Planets without stars may exist throughout the galaxy, and some studies suggest that there may be more so-called ‘rogue planets’ than main sequence stars. Now we get word of an object called CFBDSIR2149, associated with the stream of young stars called the AB Doradus Moving Group, a group of about 30 stars of the same age and metallicity associated with the star AB Doradus. The object turned up at infrared wavelengths in the Canada-France Brown Dwarfs Survey (CFBDS), which is looking for cool brown dwarf stars. If the object is indeed part of the AB Doradus group, then we can deduce that it is young (50-120 million years) and, according to this ESO news release, a number of its other properties can be inferred.

Image (click to enlarge): This image captured by the SOFI instrument on ESO’s New Technology Telescope at the La Silla Observatory shows the free-floating planet CFBDSIR J214947.2-040308.9 in infrared light. This object, which appears as a faint blue dot at the centre of the picture and is marked with a cross, is the closest such object to the Solar System. It does not orbit a star and hence does not shine by reflected light; the faint glow it emits can only be detected in infrared light. The object appears blueish in this near-infrared view because much of the light at longer infrared wavelengths is absorbed by methane and other molecules in the planet’s atmosphere. In visible light the object is so cool that it would only shine dimly with a deep red colour when seen close-up. Credit: ESO/P. Delorme

If the association with the AB Doradus group is assumed, then the possible planet is thought to be 4-7 times the mass of Jupiter, with an effective temperature of 430 degrees Celsius. This is the first time an isolated planet has been identified as part of a moving group, but the possibility remains that the association with the group is purely a matter of chance, in which case we could be looking at a small brown dwarf. However, if it really is a rogue planet, CFBDSIR2149 would be a useful find, according to Philippe Delorme (CNRS/Université Joseph Fourier, France):

“These objects are important, as they can either help us understand more about how planets may be ejected from planetary systems, or how very light objects can arise from the star formation process. If this little object is a planet that has been ejected from its native system, it conjures up the striking image of orphaned worlds, drifting in the emptiness of space.”

Bear in mind that we have had previous candidates for this kind of planet, including ‘free floating’ planets in the Orion Nebula (Philip Lucas and Patrick Roche, 2009), planetary mass objects near the star ? Orionis (Maria Rosa Zapatero Osorio, et al., 2000) and a population of ‘unbound or distant Jupiter-mass objects’ discovered through gravitational microlensing (MOA/OGLE, 2011). At about 100 light years from Earth, this new object would be the closest yet to our Solar System, an intriguing candidate for future study and the first to which we could assign an age.

The new work, led by Delorme, interestingly speculates that a small number of low-gravity late T-dwarfs may turn out to be free-floating planets.’ From the paper:

The conclusions for stellar and planetary formation models would also be far reaching. Either the planetary mass-?eld brown dwarfs are mostly the result of a stellar formation process, which would con?rm the fragmentation of a molecular cloud can routinely form objects as light as a few Jupiter masses, [or] these objects are mostly ejected planets. In this case, given that massive planets are less easily ejected from their original stellar system than lower mass ones, and that lighter planets are much more common than heavier ones (see Bon?ls et al. 2011, for instance), this would mean free-?oating, frozen-down versions of Jupiters, Neptunes and perhaps Earths are common throughout the Milky Way interstellar ranges.

See Island Hopping to the Stars for more on this as seen through the work of Louis Strigari (Stanford University), who speculates that there may be up to 105 compact objects per main sequence star in the galaxy that are greater than the mass of Pluto.

The paper is Delorme et al., “CFBDSIR2149-0403: a 4-7 Jupiter-mass free-floating planet in the young moving group AB Doradus?” Astronomy & Astrophysics 14 November 2012 (preprint).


■ What the exercise asks:
Show the lines below that contain the string "caption".
---------- Entries supplied ----------
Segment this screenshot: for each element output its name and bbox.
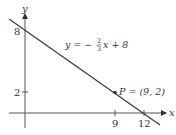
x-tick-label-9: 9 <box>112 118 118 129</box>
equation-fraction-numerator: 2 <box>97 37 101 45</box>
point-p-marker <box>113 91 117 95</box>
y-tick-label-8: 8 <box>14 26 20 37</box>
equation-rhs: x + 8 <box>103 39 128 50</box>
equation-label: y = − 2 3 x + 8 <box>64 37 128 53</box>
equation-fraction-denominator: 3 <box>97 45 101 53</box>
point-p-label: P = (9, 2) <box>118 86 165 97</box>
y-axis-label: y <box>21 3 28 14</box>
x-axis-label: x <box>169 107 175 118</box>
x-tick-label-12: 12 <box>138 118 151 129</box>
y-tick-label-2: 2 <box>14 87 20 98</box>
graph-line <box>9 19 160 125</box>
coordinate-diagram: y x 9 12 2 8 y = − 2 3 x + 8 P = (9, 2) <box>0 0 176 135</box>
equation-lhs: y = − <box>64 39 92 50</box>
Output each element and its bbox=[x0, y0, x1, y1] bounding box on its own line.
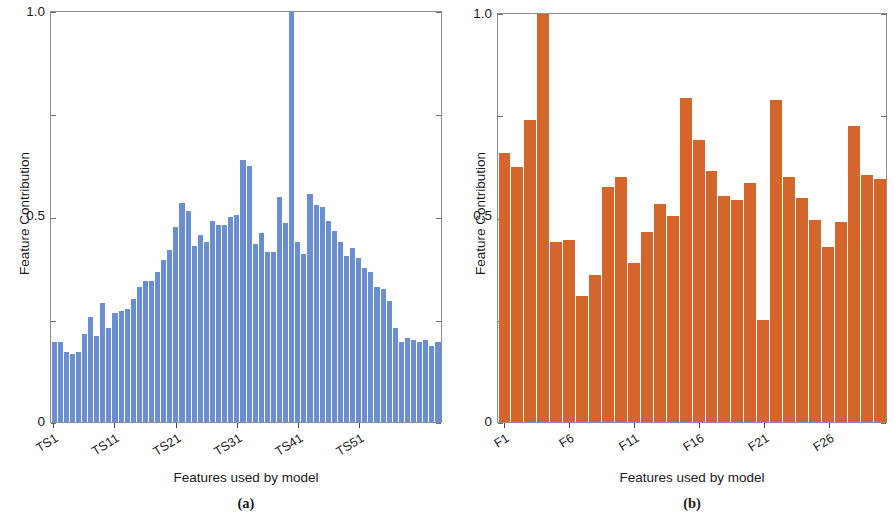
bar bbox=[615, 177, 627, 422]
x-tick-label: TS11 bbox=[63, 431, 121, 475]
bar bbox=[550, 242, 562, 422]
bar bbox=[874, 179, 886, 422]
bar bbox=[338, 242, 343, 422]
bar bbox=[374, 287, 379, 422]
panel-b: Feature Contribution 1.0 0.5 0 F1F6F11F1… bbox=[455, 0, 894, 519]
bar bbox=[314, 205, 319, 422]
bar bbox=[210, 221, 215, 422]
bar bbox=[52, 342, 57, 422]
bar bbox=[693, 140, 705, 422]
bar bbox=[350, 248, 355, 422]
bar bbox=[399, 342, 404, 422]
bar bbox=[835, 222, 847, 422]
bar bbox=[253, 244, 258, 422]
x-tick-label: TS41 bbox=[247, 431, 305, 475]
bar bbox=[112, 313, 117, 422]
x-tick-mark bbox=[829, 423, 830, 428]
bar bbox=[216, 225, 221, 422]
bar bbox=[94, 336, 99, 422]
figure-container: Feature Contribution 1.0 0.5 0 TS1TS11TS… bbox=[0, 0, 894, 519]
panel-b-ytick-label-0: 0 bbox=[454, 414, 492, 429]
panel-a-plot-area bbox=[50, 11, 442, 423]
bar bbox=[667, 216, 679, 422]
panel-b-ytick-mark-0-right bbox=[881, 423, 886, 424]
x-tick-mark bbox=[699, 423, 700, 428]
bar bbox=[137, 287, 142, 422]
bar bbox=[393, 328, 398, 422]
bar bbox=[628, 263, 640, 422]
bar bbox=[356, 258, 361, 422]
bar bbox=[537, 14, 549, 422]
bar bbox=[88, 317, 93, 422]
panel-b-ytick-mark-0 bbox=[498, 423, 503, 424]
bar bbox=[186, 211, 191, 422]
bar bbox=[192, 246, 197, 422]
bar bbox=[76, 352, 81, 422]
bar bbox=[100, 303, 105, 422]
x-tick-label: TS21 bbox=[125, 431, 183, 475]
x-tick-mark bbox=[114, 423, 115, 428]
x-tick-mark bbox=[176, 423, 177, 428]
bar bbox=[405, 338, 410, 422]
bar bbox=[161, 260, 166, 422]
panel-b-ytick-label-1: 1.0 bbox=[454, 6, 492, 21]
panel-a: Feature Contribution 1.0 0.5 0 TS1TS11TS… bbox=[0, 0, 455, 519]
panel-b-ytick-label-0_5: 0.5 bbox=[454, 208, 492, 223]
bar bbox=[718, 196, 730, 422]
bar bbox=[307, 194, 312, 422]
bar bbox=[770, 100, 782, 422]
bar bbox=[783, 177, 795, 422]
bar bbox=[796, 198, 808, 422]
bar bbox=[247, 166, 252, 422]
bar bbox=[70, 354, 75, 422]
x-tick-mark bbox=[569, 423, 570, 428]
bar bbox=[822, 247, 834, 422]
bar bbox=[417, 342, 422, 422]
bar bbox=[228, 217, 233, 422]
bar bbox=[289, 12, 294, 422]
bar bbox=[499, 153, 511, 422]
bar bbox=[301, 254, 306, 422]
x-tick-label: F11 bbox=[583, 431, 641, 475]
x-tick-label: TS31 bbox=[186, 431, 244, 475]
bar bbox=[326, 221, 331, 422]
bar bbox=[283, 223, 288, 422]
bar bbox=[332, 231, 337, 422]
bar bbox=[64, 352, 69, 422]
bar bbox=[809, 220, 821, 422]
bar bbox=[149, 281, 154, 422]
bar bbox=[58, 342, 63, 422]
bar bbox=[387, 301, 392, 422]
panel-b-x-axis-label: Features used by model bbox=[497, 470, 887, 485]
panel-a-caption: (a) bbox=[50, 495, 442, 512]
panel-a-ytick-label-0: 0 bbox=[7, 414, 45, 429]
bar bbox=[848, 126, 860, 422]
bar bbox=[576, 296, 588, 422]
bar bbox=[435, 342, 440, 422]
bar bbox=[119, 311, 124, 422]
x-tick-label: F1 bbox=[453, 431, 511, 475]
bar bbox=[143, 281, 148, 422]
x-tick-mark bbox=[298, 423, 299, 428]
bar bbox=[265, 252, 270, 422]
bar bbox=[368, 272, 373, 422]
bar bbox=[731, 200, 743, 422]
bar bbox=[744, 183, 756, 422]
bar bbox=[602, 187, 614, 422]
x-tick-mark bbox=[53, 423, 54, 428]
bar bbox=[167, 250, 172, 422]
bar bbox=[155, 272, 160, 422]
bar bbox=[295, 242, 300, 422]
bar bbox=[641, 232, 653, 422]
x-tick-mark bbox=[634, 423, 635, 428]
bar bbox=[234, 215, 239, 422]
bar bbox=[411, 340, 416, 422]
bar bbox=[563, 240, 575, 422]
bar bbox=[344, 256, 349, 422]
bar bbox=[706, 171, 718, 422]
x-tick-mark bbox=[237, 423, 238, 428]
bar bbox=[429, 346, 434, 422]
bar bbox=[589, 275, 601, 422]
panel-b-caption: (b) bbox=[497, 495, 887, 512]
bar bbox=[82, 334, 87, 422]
----------
■ Your response:
panel-a-caption: (a) bbox=[50, 495, 442, 512]
panel-b-caption: (b) bbox=[497, 495, 887, 512]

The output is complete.